We decide that it was not, but affirm on the theory of waiver.
At trial, after findings of guilty, trial counsel offered into evidence a Department of the Army Form 2627, Record of Proceedings Under Article 15, UCMJ, dated August 27,1982. Defense counsel objected first on the grounds that the Article 15 record was reviewed for legal sufficiency by a member of the trial team, and further on the ground that United States v. Morgan, supra, required “any time that the prosecution tries to introduce adverse documents that are contained in the accused’s 201 file they must also introduce favorable documents that are also contained in the 201 file.” In response, trial counsel argued [239]*239that Morgan was based on the applicable provisions of the Manual for Courts-Martial, United States, 1969 (Revised edition) and of AR 27-10, which were in effect at the time of that trial.1 Both had been changed since the date of the trial in Morgan. The Military Judge, without stating his reasoning, overruled the objection and admitted the exhibit.

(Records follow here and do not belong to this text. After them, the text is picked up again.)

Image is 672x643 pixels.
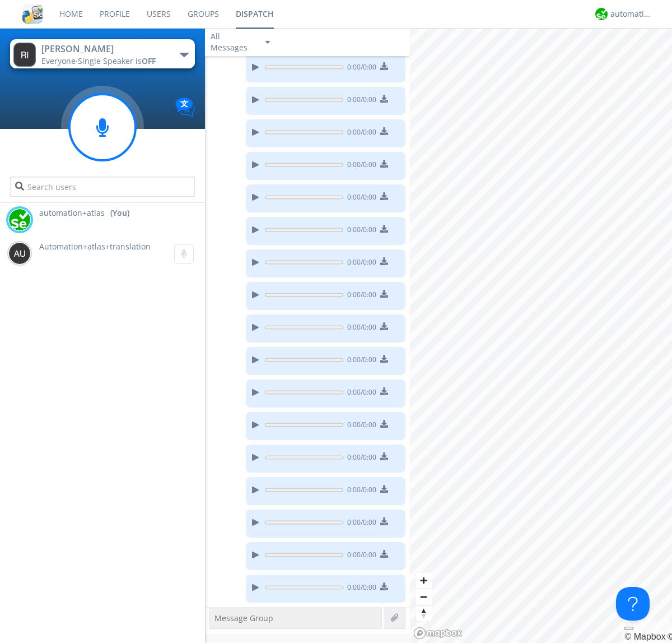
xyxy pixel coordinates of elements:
[344,419,377,432] span: 0:00 / 0:00
[414,626,463,639] a: Mapbox logo
[344,290,377,302] span: 0:00 / 0:00
[344,517,377,529] span: 0:00 / 0:00
[39,207,105,219] span: automation+atlas
[381,517,389,525] img: download media button
[381,160,389,167] img: download media button
[41,55,167,66] div: Everyone ·
[625,626,633,630] button: Toggle attribution
[344,258,377,269] span: 0:00 / 0:00
[415,572,432,588] button: Zoom in
[344,550,377,562] span: 0:00 / 0:00
[381,62,389,70] img: download media button
[381,192,389,200] img: download media button
[381,258,389,265] img: download media button
[415,589,432,604] span: Zoom out
[344,355,377,367] span: 0:00 / 0:00
[381,485,389,493] img: download media button
[381,355,389,363] img: download media button
[10,176,194,197] input: Search users
[415,588,432,604] button: Zoom out
[211,31,255,53] div: All Messages
[610,9,652,20] div: automation+atlas
[344,95,377,107] span: 0:00 / 0:00
[344,192,377,205] span: 0:00 / 0:00
[344,582,377,595] span: 0:00 / 0:00
[344,387,377,400] span: 0:00 / 0:00
[141,55,156,66] span: OFF
[344,485,377,497] span: 0:00 / 0:00
[78,55,156,66] span: Single Speaker is
[41,43,167,55] div: [PERSON_NAME]
[381,95,389,103] img: download media button
[344,62,377,74] span: 0:00 / 0:00
[265,41,270,43] img: caret-down-sm.svg
[381,452,389,460] img: download media button
[10,39,194,69] button: [PERSON_NAME]Everyone·Single Speaker isOFF
[625,632,666,641] a: Mapbox
[344,224,377,237] span: 0:00 / 0:00
[344,160,377,172] span: 0:00 / 0:00
[381,582,389,590] img: download media button
[415,605,432,621] span: Reset bearing to north
[344,452,377,464] span: 0:00 / 0:00
[381,290,389,298] img: download media button
[381,419,389,427] img: download media button
[344,322,377,335] span: 0:00 / 0:00
[13,43,36,66] img: 373638.png
[381,550,389,558] img: download media button
[616,587,650,620] iframe: Toggle Customer Support
[111,207,130,219] div: (You)
[381,224,389,232] img: download media button
[381,127,389,135] img: download media button
[175,97,195,117] img: Translation enabled
[381,322,389,330] img: download media button
[39,241,151,252] span: Automation+atlas+translation
[9,242,31,265] img: 373638.png
[22,4,43,24] img: cddb5a64eb264b2086981ab96f4c1ba7
[595,8,608,21] img: d2d01cd9b4174d08988066c6d424eccd
[344,127,377,140] span: 0:00 / 0:00
[415,604,432,621] button: Reset bearing to north
[381,387,389,395] img: download media button
[9,209,31,231] img: d2d01cd9b4174d08988066c6d424eccd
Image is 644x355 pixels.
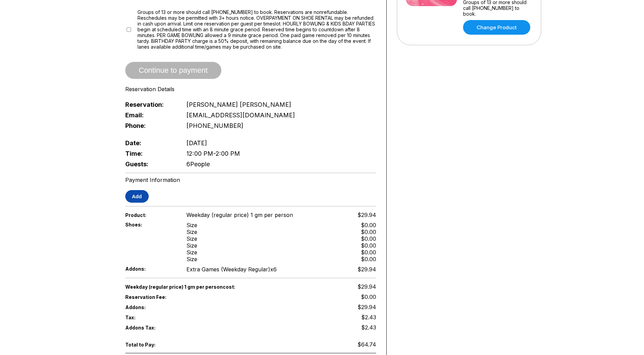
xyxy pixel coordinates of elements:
span: Phone: [125,122,175,129]
span: Shoes: [125,222,175,228]
div: Size [187,228,198,235]
div: $0.00 [361,228,376,235]
span: 12:00 PM - 2:00 PM [187,150,240,157]
span: [EMAIL_ADDRESS][DOMAIN_NAME] [187,111,295,119]
span: $29.94 [358,304,376,311]
span: Addons: [125,266,175,272]
span: Email: [125,111,175,119]
span: [PERSON_NAME] [PERSON_NAME] [187,101,292,108]
span: $64.74 [358,341,376,348]
div: $0.00 [361,222,376,228]
div: Size [187,242,198,249]
div: Payment Information [125,176,376,183]
span: 6 People [187,161,209,167]
div: $0.00 [361,235,376,242]
a: Change Product [463,20,531,35]
span: $29.94 [358,211,376,219]
div: $29.94 [358,266,376,273]
span: Weekday (regular price) 1 gm per person cost: [125,284,251,290]
span: Date: [125,139,175,147]
span: [DATE] [187,139,207,147]
span: Reservation Fee: [125,294,251,300]
span: Addons: [125,305,175,310]
div: $0.00 [361,256,376,262]
div: Size [187,256,198,262]
div: Size [187,249,198,256]
div: Size [187,235,198,242]
span: Total to Pay: [125,342,175,348]
span: Product: [125,212,175,218]
span: [PHONE_NUMBER] [187,122,244,129]
span: $2.43 [361,313,376,321]
div: $0.00 [361,249,376,256]
span: Addons Tax: [125,325,175,331]
span: Reservation: [125,101,175,108]
div: $0.00 [361,242,376,249]
span: Groups of 13 or more should call [PHONE_NUMBER] to book. Reservations are nonrefundable. Reschedu... [138,9,376,50]
span: Time: [125,150,175,157]
span: $2.43 [361,324,376,331]
button: Add [125,190,149,202]
span: $29.94 [358,283,376,290]
span: Tax: [125,314,175,320]
span: $0.00 [361,293,376,300]
span: Guests: [125,161,175,167]
div: Size [187,222,198,228]
div: Reservation Details [125,86,376,93]
div: Extra Games (Weekday Regular) x 6 [187,266,277,273]
span: Weekday (regular price) 1 gm per person [187,211,293,219]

It is true that Morgan did turn on our interpretation of paragraph 75d, Manual, supra, which was changed after Morgan’s trial. However, as we noted then, Mil.R.Evid. 106 adopted the “rule of completeness” into military law.2 Hence, either under the Morgan rationale or under Mil.R. Evid. 106, the.military judge would have been required to admit the favorable portions of the accused’s personnel file upon proper objection by defense counsel. Here, on the contrary, defense counsel neither identified such documents nor made any offer of proof. We have no way of knowing whether any such documents existed or whether they would have been admissible under any theory. We thus conclude that the error, if any, was waived. Mil.R.Evid. 103(a)(1)3; cf. United States v. Morgan, supra at 135.
The decision of the United States Army Court of Military Review is affirmed.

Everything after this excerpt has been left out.